AJR  Columns
From AJR,   July/August 1999

Citizens As Budding Writers And Editors   

Seniors, teens bring personal experiences to Web publishing

By J.D. Lasica
J.D. Lasica is a former AJR new-media columnist.     



WHERE WILL ONLINE JOURNALISM be in five or 10 years? In the hands of more and more regular folks, who may not even think of themselves as journalists.
The Internet has long held out the ideal of Everyman as publisher--ordinary citizens who take back journalism from the professional class. As the Web matures, we're starting to see a flourishing of community journalism, a phenomenon that has both distant roots and a promising future.
"The news consumer is turning into a news provider," says Walter Bender, associate director of the MIT Media Lab. "It's not that these news consumers will compete with the New York Times, but the consumer becomes part of the process of telling stories in a way that enriches the public discourse."
Through the Net, readers have been interacting with writers and editors. But in the next stage of Web journalism, citizens actually are becoming writers and editors. We've already seen the glimmerings of this trend with zines (special-interest electronic magazines) and with individuals' own Web pages in online communities such as GeoCities or Tripod. Most of these enterprises have been lone wolf affairs.
Here's a more exciting prospect: Enlisting people with shared interests to connect with each other and the outside world in new and powerful ways. It's not clear whether this kind of community publishing will take place through online communities like GeoCities, online city guides like AOL's Digital Cities or online newspapers. But online papers are missing a good bet if they overlook this rich source of community content.
MIT's Media Lab isn't waiting around to see who'll pick up the ball. Its News in the Future program has set up community publishing projects among seniors groups in the United States and Finland, in a high school outside Atlanta and in several villages in Thailand.
"We're getting both youngsters and 60-, 70- and 80-year-olds to publish online newspapers, and the results are absolutely extraordinary," Bender says. "They're publishing some of the best stuff on the Web."
One of the projects, Silver Stringers, began in mid-1996 with 10 volunteers from a seniors center in Melrose, Massachusetts. They agreed to participate in a community-oriented approach to news. MIT supplied three computers, a laptop, a digital camera, a scanner, a color printer and software to produce an online publication. None of the seniors had been on the Net before. "Most of us did not even have a computer when we first started," recalls Virginia Hanley, 72, a founding editor.
"In the early days, those who couldn't type were encouraged to write in longhand, and we found volunteers to transcribe those stories onto the computer," adds Jim Driscoll, 74, an editor. At the outset, MIT advisers helped edit articles and insert photos. In time, the seniors took over those tasks. The result was the Melrose Mirror, a monthly online newspaper that runs features, recipes, essays and news. Today, a handful of editors meets weekly to kick around story ideas and edit copy, while about 20 staffers contribute stories, reviews, photos and poems.
The Web publication draws readers from around the world, but its most loyal readers are current and former residents of Melrose. Says Driscoll, "The most popular articles seem to be stories describing experiences during the Great Depression and World War II"--material that most professional journalists wouldn't define as news.
"We don't see this replacing newspapers," says Kay McCarte, 69, one of the editors. "But it lets us be involved in the creative process. It gives us a voice."
Jack Driscoll, the Media Lab's editor in residence (and Jim's brother), says online news organizations should follow suit and put Web publishing tools in the hands of community groups. "We're empowering readers to become journalists," he says. "They've got talent, and they've got things to say. It's amazing to watch them develop their own sets of publishing values."
This is where we're heading: news not as a commodity dispensed by a professional class, but as a service in which the consumer is engaged as an active participant. In the future, journalism will become a catalyst for creating communities of interest and for building links and relationships between news providers and consumers. That's a win for everyone.


This, alas, is my last AJR column. A new son and a new job heading the editorial department at BabyCenter, a new media company in San Francisco, have forced me to cut back on outside commitments. During the past 25 months I've enjoyed watching the online news industry grapple with the revolutionary changes wrought by the Internet. This wild, wonderful ride has only just started.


• ASSIGNED TASK
When the word "with" shows up in a line of the data below, copy that whole line.

• Items from a data source
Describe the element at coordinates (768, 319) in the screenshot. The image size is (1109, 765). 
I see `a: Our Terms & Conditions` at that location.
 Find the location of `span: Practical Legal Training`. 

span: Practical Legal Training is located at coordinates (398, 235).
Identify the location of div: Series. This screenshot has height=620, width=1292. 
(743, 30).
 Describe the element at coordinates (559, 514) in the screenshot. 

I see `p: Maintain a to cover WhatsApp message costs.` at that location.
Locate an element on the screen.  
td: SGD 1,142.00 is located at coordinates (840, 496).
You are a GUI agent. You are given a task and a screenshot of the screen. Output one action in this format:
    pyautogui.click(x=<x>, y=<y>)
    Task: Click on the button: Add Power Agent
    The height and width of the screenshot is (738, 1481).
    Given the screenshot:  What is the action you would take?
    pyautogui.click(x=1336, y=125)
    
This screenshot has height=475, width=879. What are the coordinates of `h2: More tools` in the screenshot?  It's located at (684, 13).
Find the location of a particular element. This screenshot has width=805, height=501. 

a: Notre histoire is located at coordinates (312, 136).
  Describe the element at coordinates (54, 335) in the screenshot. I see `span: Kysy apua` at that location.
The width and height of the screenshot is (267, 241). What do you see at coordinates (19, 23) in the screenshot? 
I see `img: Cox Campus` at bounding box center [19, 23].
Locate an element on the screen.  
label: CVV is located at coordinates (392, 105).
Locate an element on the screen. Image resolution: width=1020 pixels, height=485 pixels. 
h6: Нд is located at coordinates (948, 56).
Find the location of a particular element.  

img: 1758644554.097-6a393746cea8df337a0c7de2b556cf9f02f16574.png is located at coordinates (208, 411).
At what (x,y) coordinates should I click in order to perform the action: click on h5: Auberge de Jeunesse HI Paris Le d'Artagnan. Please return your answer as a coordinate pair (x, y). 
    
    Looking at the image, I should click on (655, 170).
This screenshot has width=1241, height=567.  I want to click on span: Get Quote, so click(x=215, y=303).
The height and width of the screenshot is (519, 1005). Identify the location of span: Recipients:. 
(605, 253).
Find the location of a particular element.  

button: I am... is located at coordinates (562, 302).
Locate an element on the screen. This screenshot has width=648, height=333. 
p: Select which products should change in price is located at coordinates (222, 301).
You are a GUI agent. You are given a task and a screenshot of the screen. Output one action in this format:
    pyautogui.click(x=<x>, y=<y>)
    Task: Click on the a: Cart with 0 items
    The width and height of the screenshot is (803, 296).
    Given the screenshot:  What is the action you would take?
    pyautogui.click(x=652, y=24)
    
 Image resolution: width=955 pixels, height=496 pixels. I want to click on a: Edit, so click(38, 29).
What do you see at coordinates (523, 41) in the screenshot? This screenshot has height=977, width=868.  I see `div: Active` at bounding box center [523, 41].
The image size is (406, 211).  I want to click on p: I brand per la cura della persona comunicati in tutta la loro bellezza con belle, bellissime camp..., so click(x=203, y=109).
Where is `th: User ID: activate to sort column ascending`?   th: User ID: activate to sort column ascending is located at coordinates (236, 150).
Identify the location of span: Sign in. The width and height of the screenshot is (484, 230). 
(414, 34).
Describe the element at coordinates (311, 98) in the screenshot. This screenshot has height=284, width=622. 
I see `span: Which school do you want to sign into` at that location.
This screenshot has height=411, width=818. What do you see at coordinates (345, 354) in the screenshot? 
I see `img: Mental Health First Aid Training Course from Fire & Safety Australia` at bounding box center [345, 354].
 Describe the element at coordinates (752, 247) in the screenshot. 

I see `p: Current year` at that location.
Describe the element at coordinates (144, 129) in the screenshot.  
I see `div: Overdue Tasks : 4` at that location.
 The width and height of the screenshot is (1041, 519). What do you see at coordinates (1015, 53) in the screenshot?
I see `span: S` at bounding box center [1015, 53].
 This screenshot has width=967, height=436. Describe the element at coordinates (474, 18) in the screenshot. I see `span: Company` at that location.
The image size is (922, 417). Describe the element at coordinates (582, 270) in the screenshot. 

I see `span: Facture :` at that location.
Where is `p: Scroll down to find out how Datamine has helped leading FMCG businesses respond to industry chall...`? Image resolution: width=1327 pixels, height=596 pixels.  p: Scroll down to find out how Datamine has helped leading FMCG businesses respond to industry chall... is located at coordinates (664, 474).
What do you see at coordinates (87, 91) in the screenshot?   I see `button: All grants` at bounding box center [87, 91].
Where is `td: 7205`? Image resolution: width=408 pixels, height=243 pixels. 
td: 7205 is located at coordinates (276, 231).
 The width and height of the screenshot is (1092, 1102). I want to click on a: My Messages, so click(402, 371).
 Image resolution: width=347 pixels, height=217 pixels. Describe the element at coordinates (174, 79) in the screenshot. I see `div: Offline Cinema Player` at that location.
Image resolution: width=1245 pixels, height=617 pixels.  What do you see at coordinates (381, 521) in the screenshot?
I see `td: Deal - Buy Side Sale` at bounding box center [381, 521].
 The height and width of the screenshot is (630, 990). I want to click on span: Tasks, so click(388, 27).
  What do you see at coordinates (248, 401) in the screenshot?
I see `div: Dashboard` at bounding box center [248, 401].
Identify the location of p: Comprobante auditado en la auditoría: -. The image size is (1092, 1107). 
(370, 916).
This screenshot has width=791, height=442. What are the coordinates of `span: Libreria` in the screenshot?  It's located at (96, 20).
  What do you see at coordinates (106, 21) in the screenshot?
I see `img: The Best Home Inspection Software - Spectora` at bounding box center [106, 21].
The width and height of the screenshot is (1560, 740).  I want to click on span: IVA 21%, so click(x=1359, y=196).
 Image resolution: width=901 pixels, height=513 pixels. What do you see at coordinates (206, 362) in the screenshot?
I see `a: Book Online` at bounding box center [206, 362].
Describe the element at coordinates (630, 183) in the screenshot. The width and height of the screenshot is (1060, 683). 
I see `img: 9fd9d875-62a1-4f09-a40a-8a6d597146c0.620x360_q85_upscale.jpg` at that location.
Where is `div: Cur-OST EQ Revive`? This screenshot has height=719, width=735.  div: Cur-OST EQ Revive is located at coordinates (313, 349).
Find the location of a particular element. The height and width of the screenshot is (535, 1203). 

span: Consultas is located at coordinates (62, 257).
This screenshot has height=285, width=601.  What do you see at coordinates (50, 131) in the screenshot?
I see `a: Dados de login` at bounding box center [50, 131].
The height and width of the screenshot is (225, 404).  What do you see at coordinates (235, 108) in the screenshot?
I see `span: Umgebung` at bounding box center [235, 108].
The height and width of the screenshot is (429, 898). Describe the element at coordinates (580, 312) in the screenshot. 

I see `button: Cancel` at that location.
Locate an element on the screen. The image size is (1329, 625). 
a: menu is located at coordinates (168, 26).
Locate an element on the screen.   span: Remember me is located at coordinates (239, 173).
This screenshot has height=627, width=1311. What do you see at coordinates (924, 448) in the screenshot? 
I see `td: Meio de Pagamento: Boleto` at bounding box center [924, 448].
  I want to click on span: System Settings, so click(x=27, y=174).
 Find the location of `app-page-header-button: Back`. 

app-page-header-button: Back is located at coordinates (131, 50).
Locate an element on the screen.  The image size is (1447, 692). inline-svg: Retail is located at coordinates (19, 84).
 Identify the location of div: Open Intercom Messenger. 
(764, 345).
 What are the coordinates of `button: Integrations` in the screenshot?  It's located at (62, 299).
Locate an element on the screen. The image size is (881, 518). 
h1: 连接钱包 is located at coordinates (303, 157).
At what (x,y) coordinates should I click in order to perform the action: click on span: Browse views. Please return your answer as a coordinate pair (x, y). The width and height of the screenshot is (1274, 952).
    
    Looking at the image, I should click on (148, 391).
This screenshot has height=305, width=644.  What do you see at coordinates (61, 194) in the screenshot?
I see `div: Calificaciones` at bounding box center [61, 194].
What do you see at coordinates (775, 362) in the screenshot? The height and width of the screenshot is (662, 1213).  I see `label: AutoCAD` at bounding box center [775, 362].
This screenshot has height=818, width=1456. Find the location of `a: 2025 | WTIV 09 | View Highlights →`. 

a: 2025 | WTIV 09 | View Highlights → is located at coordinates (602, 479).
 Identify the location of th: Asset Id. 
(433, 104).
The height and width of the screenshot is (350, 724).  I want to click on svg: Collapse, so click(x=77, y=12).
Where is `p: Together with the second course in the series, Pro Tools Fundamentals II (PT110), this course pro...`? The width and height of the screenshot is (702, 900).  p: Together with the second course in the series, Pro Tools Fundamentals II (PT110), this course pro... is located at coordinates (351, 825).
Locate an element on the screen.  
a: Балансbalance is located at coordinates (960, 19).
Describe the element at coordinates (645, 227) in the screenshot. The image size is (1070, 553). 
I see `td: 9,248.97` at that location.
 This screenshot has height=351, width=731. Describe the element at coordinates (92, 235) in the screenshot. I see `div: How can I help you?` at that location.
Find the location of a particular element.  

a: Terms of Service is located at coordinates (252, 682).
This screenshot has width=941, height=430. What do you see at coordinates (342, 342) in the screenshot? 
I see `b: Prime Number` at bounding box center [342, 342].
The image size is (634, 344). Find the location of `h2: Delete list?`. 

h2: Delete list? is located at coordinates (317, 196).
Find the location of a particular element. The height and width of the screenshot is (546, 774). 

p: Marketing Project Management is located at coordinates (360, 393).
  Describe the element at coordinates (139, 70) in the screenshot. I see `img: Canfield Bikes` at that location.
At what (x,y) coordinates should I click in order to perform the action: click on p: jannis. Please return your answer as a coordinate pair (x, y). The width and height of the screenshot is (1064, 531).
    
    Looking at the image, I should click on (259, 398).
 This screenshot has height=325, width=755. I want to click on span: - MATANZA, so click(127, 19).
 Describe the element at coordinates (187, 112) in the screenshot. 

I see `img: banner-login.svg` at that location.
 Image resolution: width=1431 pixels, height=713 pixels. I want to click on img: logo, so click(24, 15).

• COMPLETED TASK
    Task: Click on the a: Cart with 0 items
Where is `p: Together with the second course in the series, Pro Tools Fundamentals II (PT110), this course pro...`? The width and height of the screenshot is (702, 900).  p: Together with the second course in the series, Pro Tools Fundamentals II (PT110), this course pro... is located at coordinates (351, 825).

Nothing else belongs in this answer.